What is needed: Where the material below has a line containing "The image size is (1041, 586).", start repeating exactly, and keep going through the line containing "This screenshot has height=907, width=1613.", with no other lines.

• • •

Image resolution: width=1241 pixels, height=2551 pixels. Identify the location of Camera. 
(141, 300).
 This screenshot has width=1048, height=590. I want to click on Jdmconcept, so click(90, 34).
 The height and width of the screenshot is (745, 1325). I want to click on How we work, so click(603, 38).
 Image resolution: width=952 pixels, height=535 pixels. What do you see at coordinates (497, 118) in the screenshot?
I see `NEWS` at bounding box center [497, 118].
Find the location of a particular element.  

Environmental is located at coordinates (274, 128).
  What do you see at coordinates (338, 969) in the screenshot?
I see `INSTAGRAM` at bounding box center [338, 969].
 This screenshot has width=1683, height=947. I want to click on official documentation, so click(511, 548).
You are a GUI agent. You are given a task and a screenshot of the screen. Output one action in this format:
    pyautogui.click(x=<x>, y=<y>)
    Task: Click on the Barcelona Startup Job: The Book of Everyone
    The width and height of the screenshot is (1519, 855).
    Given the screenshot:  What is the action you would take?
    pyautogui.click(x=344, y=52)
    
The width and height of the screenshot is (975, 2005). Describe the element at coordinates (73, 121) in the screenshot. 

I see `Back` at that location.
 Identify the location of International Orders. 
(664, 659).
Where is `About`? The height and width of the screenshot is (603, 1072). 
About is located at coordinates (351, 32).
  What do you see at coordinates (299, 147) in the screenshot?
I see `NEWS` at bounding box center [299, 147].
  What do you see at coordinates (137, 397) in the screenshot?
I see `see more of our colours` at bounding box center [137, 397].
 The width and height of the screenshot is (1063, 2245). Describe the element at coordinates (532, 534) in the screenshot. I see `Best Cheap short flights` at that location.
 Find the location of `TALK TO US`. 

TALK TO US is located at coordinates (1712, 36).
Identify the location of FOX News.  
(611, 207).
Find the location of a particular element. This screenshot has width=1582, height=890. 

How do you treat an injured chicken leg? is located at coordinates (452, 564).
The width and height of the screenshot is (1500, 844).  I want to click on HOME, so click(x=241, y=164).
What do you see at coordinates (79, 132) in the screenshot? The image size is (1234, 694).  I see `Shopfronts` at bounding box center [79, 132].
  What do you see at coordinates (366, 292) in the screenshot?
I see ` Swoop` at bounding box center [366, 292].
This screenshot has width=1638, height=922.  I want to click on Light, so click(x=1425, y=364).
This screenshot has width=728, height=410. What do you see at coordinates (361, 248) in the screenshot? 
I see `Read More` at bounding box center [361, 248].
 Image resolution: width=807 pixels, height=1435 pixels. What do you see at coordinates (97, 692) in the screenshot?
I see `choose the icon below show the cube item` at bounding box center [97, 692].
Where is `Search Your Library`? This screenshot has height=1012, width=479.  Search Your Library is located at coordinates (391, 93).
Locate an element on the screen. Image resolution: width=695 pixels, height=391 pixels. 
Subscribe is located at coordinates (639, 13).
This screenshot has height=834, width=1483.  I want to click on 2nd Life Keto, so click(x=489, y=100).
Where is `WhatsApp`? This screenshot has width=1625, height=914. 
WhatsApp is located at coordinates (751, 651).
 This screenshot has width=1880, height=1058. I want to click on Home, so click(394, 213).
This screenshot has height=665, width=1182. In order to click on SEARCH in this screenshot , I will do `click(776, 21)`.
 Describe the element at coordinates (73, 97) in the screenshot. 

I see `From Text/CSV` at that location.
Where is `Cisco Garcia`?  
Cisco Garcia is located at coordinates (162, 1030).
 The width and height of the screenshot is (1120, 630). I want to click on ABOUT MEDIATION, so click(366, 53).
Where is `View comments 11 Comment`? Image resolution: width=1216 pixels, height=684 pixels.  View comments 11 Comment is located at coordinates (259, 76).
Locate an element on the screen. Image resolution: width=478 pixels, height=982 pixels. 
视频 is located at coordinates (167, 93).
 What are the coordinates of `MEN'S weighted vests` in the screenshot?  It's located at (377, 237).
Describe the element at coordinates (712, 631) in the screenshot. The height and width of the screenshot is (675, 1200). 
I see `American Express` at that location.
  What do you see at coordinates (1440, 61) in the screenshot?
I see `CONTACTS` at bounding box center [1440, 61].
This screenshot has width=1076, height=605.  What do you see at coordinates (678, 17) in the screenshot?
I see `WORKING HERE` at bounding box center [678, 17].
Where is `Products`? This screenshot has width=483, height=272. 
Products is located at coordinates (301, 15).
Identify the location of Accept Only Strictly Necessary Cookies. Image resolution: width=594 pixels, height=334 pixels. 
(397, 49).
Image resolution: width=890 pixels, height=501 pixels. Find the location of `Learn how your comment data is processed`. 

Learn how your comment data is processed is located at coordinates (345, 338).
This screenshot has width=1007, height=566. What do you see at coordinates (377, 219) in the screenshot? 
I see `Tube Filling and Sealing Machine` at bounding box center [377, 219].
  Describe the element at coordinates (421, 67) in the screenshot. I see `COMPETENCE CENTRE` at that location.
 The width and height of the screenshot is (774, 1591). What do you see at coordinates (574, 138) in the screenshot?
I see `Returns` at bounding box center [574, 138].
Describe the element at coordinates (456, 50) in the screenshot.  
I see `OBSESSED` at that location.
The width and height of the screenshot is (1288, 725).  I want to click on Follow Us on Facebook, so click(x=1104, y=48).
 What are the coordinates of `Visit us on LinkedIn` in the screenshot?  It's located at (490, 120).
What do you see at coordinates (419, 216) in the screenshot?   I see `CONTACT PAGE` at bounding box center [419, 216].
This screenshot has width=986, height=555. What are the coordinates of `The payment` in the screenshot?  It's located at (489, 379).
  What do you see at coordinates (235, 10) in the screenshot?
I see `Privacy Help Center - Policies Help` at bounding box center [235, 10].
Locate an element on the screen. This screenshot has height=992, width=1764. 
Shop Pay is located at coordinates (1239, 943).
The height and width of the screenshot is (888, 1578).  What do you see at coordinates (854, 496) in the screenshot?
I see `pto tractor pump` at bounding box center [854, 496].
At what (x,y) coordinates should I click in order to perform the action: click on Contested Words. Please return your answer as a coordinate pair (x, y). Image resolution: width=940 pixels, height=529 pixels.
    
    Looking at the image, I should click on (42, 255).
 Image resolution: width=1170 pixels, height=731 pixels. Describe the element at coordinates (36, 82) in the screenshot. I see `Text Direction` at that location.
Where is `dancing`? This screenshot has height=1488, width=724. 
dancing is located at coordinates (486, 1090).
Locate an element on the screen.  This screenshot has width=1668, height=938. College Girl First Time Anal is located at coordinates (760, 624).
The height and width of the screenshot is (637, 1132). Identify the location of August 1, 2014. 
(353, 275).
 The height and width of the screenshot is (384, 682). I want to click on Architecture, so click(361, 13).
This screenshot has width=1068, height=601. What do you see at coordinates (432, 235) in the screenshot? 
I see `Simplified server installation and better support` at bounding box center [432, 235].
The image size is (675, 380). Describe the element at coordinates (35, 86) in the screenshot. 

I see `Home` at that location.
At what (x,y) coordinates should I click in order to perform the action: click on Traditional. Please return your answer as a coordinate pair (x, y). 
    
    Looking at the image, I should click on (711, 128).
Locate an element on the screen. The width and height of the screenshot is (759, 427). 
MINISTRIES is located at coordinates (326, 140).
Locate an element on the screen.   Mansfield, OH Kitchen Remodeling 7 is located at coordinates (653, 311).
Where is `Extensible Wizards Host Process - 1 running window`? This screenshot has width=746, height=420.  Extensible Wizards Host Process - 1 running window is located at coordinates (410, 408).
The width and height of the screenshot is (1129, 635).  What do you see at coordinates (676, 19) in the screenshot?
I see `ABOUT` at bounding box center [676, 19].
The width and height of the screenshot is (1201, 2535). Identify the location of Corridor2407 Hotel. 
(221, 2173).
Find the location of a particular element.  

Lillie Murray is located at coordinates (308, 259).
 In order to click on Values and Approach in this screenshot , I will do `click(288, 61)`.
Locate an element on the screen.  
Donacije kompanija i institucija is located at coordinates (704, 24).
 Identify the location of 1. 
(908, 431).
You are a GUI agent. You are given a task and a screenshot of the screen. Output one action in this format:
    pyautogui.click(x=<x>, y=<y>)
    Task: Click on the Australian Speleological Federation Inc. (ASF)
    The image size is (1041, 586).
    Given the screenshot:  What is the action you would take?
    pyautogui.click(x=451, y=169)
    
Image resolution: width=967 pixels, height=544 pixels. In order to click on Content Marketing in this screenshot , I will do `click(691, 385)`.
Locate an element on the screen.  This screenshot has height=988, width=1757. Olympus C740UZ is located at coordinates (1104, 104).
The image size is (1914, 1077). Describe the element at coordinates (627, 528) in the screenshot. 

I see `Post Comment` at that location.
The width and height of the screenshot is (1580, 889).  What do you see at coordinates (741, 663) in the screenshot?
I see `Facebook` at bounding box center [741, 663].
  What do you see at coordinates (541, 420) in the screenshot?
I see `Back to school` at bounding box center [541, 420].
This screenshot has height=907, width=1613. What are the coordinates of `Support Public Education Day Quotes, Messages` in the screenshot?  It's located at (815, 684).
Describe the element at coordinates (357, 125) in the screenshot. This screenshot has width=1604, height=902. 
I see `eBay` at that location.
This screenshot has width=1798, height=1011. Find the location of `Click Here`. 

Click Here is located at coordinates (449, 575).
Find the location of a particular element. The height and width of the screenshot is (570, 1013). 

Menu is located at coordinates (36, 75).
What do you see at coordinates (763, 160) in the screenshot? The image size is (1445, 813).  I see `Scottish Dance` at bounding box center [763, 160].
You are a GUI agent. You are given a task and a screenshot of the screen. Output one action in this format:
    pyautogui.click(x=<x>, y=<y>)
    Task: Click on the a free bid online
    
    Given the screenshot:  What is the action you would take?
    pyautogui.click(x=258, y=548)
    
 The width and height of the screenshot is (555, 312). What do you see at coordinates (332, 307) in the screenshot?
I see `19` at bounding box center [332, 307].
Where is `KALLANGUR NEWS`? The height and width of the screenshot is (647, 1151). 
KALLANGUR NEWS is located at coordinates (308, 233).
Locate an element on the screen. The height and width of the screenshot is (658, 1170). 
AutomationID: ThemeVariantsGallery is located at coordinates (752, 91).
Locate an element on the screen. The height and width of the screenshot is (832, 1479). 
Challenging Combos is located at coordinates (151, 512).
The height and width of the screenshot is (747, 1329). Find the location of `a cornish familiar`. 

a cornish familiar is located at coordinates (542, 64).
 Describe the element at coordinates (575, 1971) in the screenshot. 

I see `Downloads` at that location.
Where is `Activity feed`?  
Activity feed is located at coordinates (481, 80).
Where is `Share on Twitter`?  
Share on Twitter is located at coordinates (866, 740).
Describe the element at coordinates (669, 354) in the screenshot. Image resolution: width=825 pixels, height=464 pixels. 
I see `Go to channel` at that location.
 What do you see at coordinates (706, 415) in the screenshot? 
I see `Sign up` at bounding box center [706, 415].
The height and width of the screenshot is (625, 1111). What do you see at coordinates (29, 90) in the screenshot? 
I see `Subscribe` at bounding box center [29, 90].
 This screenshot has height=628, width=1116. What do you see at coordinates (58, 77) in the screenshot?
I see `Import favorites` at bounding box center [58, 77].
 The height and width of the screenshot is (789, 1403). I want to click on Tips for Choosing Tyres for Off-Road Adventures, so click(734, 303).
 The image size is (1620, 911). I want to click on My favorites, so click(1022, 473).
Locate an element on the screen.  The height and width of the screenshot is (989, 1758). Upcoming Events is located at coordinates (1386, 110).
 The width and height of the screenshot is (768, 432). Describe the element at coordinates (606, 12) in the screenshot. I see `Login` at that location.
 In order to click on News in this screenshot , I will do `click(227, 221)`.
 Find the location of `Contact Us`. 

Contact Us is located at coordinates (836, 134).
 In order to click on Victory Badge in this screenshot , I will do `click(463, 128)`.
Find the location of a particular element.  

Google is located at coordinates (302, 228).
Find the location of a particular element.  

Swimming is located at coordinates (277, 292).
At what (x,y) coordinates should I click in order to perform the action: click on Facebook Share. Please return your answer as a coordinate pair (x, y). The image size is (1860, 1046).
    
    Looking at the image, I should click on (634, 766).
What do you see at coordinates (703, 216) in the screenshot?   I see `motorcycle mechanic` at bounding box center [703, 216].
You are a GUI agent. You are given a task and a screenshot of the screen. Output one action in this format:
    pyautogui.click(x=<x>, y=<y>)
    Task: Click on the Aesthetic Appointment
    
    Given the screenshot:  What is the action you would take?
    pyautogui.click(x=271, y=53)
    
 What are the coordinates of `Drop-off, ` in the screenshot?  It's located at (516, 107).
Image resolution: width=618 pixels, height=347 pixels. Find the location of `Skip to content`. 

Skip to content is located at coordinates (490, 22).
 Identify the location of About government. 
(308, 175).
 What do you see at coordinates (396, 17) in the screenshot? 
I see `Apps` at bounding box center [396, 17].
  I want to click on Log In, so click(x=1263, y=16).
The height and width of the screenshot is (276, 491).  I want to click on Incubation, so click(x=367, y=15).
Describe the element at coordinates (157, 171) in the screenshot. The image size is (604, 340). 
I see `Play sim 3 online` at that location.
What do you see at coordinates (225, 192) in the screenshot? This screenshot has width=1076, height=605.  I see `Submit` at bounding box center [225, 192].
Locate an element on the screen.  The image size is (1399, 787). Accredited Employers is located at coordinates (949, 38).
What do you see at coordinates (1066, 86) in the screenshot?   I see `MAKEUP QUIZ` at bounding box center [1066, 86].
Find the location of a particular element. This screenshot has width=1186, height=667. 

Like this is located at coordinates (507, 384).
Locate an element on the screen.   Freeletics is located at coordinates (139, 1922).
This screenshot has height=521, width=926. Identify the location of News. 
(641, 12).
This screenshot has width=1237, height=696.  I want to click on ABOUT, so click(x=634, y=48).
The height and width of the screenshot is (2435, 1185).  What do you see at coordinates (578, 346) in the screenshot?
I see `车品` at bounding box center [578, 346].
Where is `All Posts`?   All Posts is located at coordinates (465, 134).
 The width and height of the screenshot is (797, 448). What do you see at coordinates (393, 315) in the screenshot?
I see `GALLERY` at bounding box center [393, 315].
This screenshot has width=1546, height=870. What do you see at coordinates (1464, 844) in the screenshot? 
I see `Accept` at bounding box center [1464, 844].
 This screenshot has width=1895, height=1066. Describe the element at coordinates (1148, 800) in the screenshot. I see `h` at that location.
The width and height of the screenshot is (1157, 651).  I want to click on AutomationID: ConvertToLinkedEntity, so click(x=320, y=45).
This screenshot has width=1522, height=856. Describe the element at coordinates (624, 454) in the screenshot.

• • •

Reply:
    The image size is (1041, 586).
    Given the screenshot:  What is the action you would take?
    pyautogui.click(x=451, y=169)
    
Image resolution: width=967 pixels, height=544 pixels. In order to click on Content Marketing in this screenshot , I will do `click(691, 385)`.
Locate an element on the screen.  This screenshot has height=988, width=1757. Olympus C740UZ is located at coordinates (1104, 104).
The image size is (1914, 1077). Describe the element at coordinates (627, 528) in the screenshot. 

I see `Post Comment` at that location.
The width and height of the screenshot is (1580, 889).  What do you see at coordinates (741, 663) in the screenshot?
I see `Facebook` at bounding box center [741, 663].
  What do you see at coordinates (541, 420) in the screenshot?
I see `Back to school` at bounding box center [541, 420].
This screenshot has height=907, width=1613. What are the coordinates of `Support Public Education Day Quotes, Messages` in the screenshot?  It's located at (815, 684).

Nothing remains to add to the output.